In other words, what we're coming to is this: divine command theory either leaves atheists unbound or requires a bad theory of law.

As for public legislative record, I think it's fairly complicated. There are laws that govern the common day-to-day activities of everybody, and by and large ordinary folk know the relevant ones, either because these laws coincide with moral laws (do not steal), or because their parents have told them about them (cross the road in the correct place), etc. Then there are laws that govern "special" activities, such as driving, transporting explosives, teaching, etc.

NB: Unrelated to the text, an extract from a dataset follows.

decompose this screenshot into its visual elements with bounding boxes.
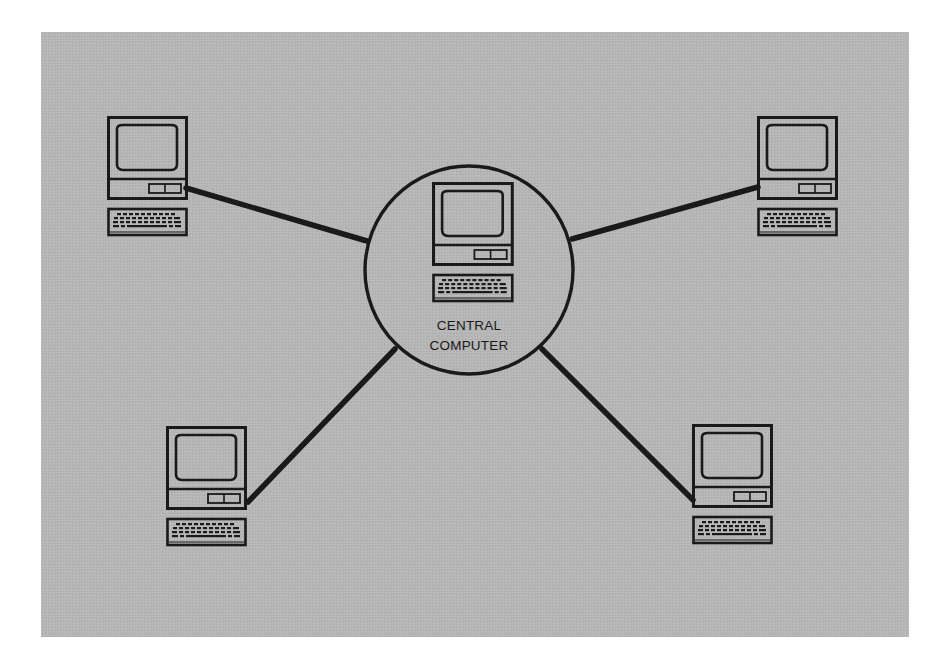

Normally, when one engages in one of these special activity, either common sense suggests to the reasonable person that it's one of those activities where one should inquire what the governing laws are (e.g., transporting explosives) or one has an employer or a master one is apprenticed to who informs one (e.g., teaching) or everyone knows that this is a case where one has to learn the laws (e.g., driving).

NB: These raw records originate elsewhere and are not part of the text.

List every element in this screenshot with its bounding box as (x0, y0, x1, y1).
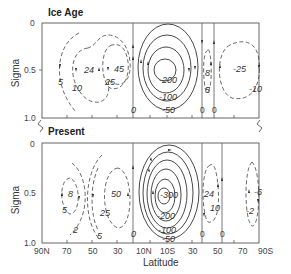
xtick-90N: 90N (34, 246, 50, 256)
label-minus-200b: -200 (157, 211, 175, 221)
label-minus-300: -300 (160, 190, 178, 200)
label-minus-6: -6 (254, 187, 262, 197)
label-25: 25 (104, 77, 116, 87)
label-0c: 0 (212, 105, 217, 115)
xlabel: Latitude (143, 257, 179, 268)
label-24b: 24 (203, 189, 214, 199)
present-panel: Present 0 0.5 1.0 Sigma Sigma 8 5 2 5 25… (10, 58, 262, 248)
label-50: 50 (111, 189, 121, 199)
xtick-10N: 10N (136, 246, 152, 256)
label-25b: 25 (99, 208, 111, 218)
xtick-30N: 30 (113, 246, 123, 256)
xtick-50S: 50 (213, 246, 223, 256)
label-24: 24 (83, 65, 94, 75)
ice-age-frame (42, 23, 259, 118)
ylabel-top: Sigma (10, 58, 21, 87)
ytick-0-5b: 0.5 (24, 188, 36, 198)
label-10b: 10 (210, 203, 220, 213)
label-0e: 0 (200, 229, 205, 239)
xtick-30S: 30 (188, 246, 198, 256)
label-0: 0 (131, 105, 136, 115)
xtick-90S: 90S (258, 246, 273, 256)
xtick-10S: 10S (160, 246, 175, 256)
meridional-circulation-diagram: Ice Age 0 0.5 1.0 5 10 24 25 45 0 (0, 0, 291, 274)
xtick-70N: 70 (62, 246, 72, 256)
xtick-70S: 70 (238, 246, 248, 256)
label-45: 45 (114, 64, 125, 74)
label-0d: 0 (131, 229, 136, 239)
label-0b: 0 (200, 105, 205, 115)
label-5c: 5 (62, 205, 68, 215)
ytick-0b: 0 (30, 139, 35, 149)
present-title: Present (48, 126, 85, 137)
label-minus-50: -50 (162, 105, 175, 115)
label-minus-2: -2 (246, 206, 254, 216)
x-axis: 90N 70 50 30 10N 10S 30 50 70 90S Latitu… (34, 240, 273, 268)
label-minus-50b: -50 (162, 234, 175, 244)
label-5d: 5 (97, 231, 103, 241)
contour-5 (59, 33, 79, 112)
label-8b: 8 (68, 189, 73, 199)
ytick-0-5: 0.5 (24, 65, 36, 75)
label-0f: 0 (220, 229, 225, 239)
label-minus-25: -25 (233, 64, 247, 74)
label-5: 5 (58, 77, 64, 87)
ice-age-panel: Ice Age 0 0.5 1.0 5 10 24 25 45 0 (24, 7, 262, 123)
label-minus-100: -100 (159, 92, 177, 102)
label-8: 8 (205, 68, 210, 78)
ytick-1-0: 1.0 (24, 113, 36, 123)
xtick-50N: 50 (88, 246, 98, 256)
ice-age-title: Ice Age (48, 7, 84, 18)
label-5b: 5 (205, 85, 211, 95)
label-minus-200: -200 (159, 75, 177, 85)
label-10: 10 (72, 83, 82, 93)
label-2: 2 (72, 225, 78, 235)
ylabel-bottom: Sigma (10, 185, 21, 214)
label-minus-10: -10 (249, 84, 262, 94)
ytick-0: 0 (30, 18, 35, 28)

Indeed, I think it is reasonable to say that laws that are not really promulgated are an invitation to injustice through highly selective enforcement. (After all, full-scale enforcement results in promulgation.) Sometimes, I suspect that what is going on is that the legislature knows there would be a big outcry about the law if it were public and enforced. In that case, I think it's reasonable to say that they don't really mean it (or only mean it in some special cases).

Brandon said...

Well, yes, I think it's very safe to say that divine command theory either leaves atheists unbound or is not a natural law theory. :-)

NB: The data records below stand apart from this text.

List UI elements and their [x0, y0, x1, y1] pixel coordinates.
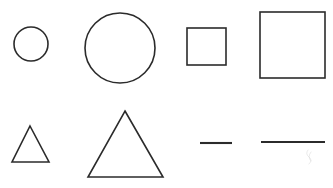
shapes-illustration	[0, 0, 333, 188]
small-square	[187, 28, 226, 65]
small-triangle	[12, 126, 49, 162]
large-square	[260, 12, 325, 78]
row-1-group	[14, 12, 325, 83]
row-2-group	[12, 111, 325, 177]
large-triangle	[88, 111, 163, 177]
large-circle	[85, 13, 155, 83]
shape-canvas: Geometric shapes: circles, squares, tria…	[0, 0, 333, 188]
small-circle	[14, 27, 48, 61]
faint-smudge-icon	[307, 150, 311, 164]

By and large people know the basic day-to-day laws, but, as your examples suggest, in general they don't know them from the legislative register that promulgates them, but from things like testimony. In the U.S., actually, even most lawyers don't usually know federal laws from the (often very complicated) Statutes at Large entered into the Congressional Register that actually promulgates them as laws but from the U.S. Code, which is just the summary made by the Office of the Law Revision Counsel attached to the House of Representatives; except for cases of deliberate codification (where Congress tries to simplify a complicated portion of law by just officially replacing it with the U.S. Code summary of it) or where lawyers go back to the source in hopes of finding some nuance that didn't make it into the U.S. Code, few people outside of the Office of Law Revision Counsel even look at the actual promulgation. It has to be promulgated, but once promulgated, we take it to be in effect and leave the rest just to ordinary communication; if someone developed the idea, even by some reasonable path, that (for instance) they had no obligation to pay taxes to the government, or that there was no legitimate government to pay their taxes to, they would still be judged and punished for not paying their taxes, because we would usually still take the law to be in effect. Since divine command theory allows a completely unified theory of obligation (as opposed to necessarily two-tier theories of obligation like natural law theory that split moral law from positive law), divine command theorists can treat moral obligations exactly like we normally treat legal obligations on this point. Atheism, in the context of morality, is like the sovereign citizen movement; but divine command theorists usually hold a view of moral obligations as applied to atheists that's similar to how ordinary citizens usually see the laws as applied to members of the sovereign citizen movement.